We estimate ITC's FY08 cigarette volumes will decline 2% (factoring in segments that are price inelastic and relatively inelastic), but expect cigarette net sales to grow 5.2% as price hikes have been sharper. Investing in paper and hotels for the next leg of growth FY07 EBIT for the hotels and paper businesses came in at Rs3.5bn and Rs4.2bn, respectively.

ITC is planning investments of Rs10bn in each of these businesses over the next three years, to be funded by their respective cash flows. The company plans to raise paper-board capacity from 0.32m mt to 0.42m mt, double its paper-pulp capacity from 0.1m mt to 0.2m mt, and set up uncoated-paper capacity of 0.1m mt (by 4QFY08). In hotels, ITC plans to set up two 900-room hotels, one each in Bangalore and Chennai. Maintaining Buy, with a lower target price of Rs205 (from Rs215) We cut our FY08F EPS by 9.1% to Rs7.75 to account for our lower cigarette volume estimate, but expect 15% EPS growth from FY09. ITC has underperformed the market 13% since the Budget and 9.3% ytd, which we believe largely discounts the earnings moderation we had expected. In line with our earnings downgrade, we reduce our DCF-based target price to Rs205, from Rs215.

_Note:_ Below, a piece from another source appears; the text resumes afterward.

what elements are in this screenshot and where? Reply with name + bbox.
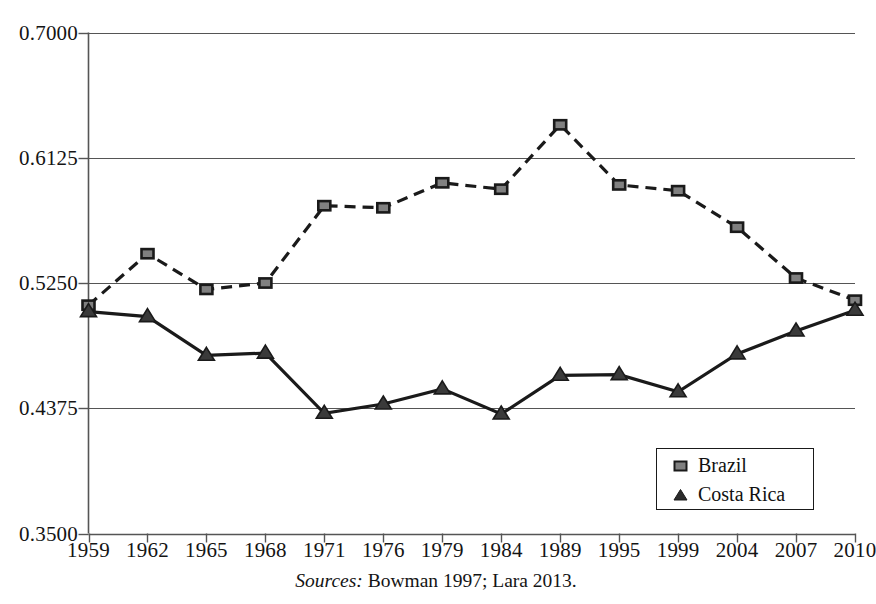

Edelweiss in their report on Oil Marketing Companies

Based on our new oil price and INR/USD assumptions and revised under-recovery sharing between government, upstream and OMCs, we have revised our FY08 and FY09 earnings estimates for the oil marketing companies. For BPCL, our revised consolidated FY08 and FY09 EPS estimates stand at INR 52.4/share and INR 62.1/share. For HPCL, our revised FY08 and FY09 EPS stand at INR 38.2/share and INR 56.3/share and for IOCL we have revised our FY08 and FY09 EPS estimates to INR 59.9/share and INR 64.8/share.


We estimate the fair value of BPCL, HPCL and IOCL at INR 376, INR 266 and INR 529,
respectively. Both, BPCL and IOCL provide marginal upside from current levels. Though HPCL’s fair value is lower than CMP, it is explainable considering the higher earnings growth in FY09 due to increase in refining capacity and complexity. Further, current political scenario makes it unlikely that the government may reduce its controls on the sector. We believe that any reduction in crude price may only provide an opportunity for the government to reduce the auto fuel prices (run up to the elections in 2009). On the other hand the low P/BV and high dividend yield valuations provide support to the oil marketing companies. We therefore downgrade the R&M stocks (HPCL, BPCL, and IOCL) from ‘BUY’ to ‘ACCUMULATE’.